Set a Signature for a Whole Domain

Want every email your team sends from yourcompany.com to end with the same sign-off? Open the Signature tab on the domain and you can set it once, for everyone, instead of asking each person to paste it into their own settings.

When this is useful

A few examples where this saves real time:

  • You hired a new sales person and don't want to walk them through signature settings on day one.
  • Legal wants a confidentiality disclaimer on every outgoing message from the firm.
  • Marketing finally agreed on the new tagline and you'd rather not chase 30 people to update their signatures.
  • You're running a white-label customer brand and need consistent contact details across the team.

Where to find it

Go to Domains, click the domain you want, then open the Signature tab. There are three settings: a mode, a position toggle for replies, and the editor itself.

Pick a mode

Three options, in increasing order of how strict you want to be:

  • Off — the domain has no signature. Every mailbox owner sets their own from the webmail settings, the way they always have.
  • Default for new mailboxes — when a brand-new mailbox is created on the domain, it starts with this signature already filled in. The owner can edit or delete it later. Existing mailboxes are left alone, so flipping this on won't surprise people who already have something they like.
  • Enforced on all webmail send — the signature is appended to everything that leaves through the webmail compose window. Per-person signatures are ignored. This is the right choice for the legal-disclaimer case.

Position in replies

When someone hits Reply, the original message gets quoted underneath. You can pick whether the signature lands before the quoted text — which is what Gmail and Outlook do by default — or after it. The "after" option is mostly useful when you want a long legal footer to sit at the very bottom of the entire thread.

The editor

The editor handles formatted text, headings, lists, colors, links, tables, and images. Paste your existing signature HTML and it will render straight away — the toolbar buttons match what you'd find in any webmail composer.

Images need to be hosted somewhere reachable on the open web (an HTTPS URL). The editor doesn't accept uploads from your machine yet — that's coming in a future update.
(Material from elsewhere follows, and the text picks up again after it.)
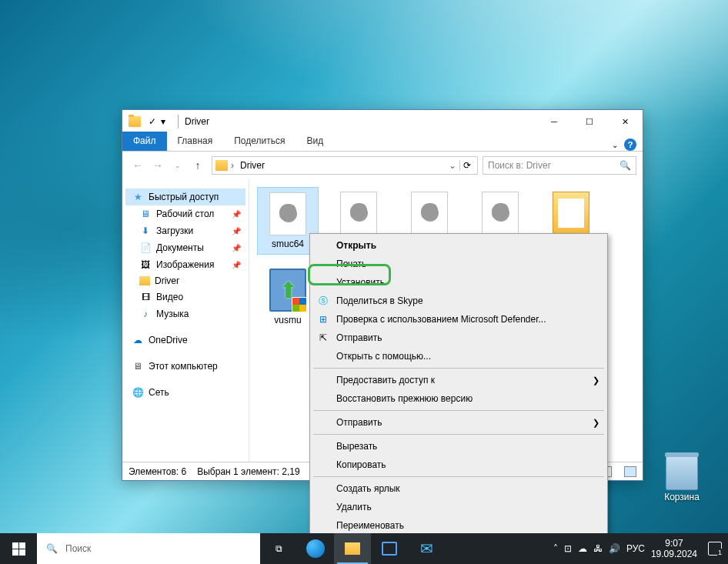 The width and height of the screenshot is (728, 564). Describe the element at coordinates (459, 338) in the screenshot. I see `menu-item-send: ⇱Отправить` at that location.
What it does and doesn't cover today

Right now the signature is applied to mail that goes out through the TrekMail webmail. If someone on your team uses Outlook, Apple Mail, or Thunderbird via IMAP, their email client will keep using whatever signature is configured locally — TrekMail can't reach into a third-party app to override that. We're tracking the IMAP-client coverage as a separate piece of work; if you need it, let us know on a support ticket and that helps us prioritise.

Doing it from code

If you're automating this — say you're spinning up a domain per customer in a white-label setup — the same settings are available through the REST API and through the MCP tools your AI agent already has. See the API overview and connecting AI agents for the endpoint and tool names.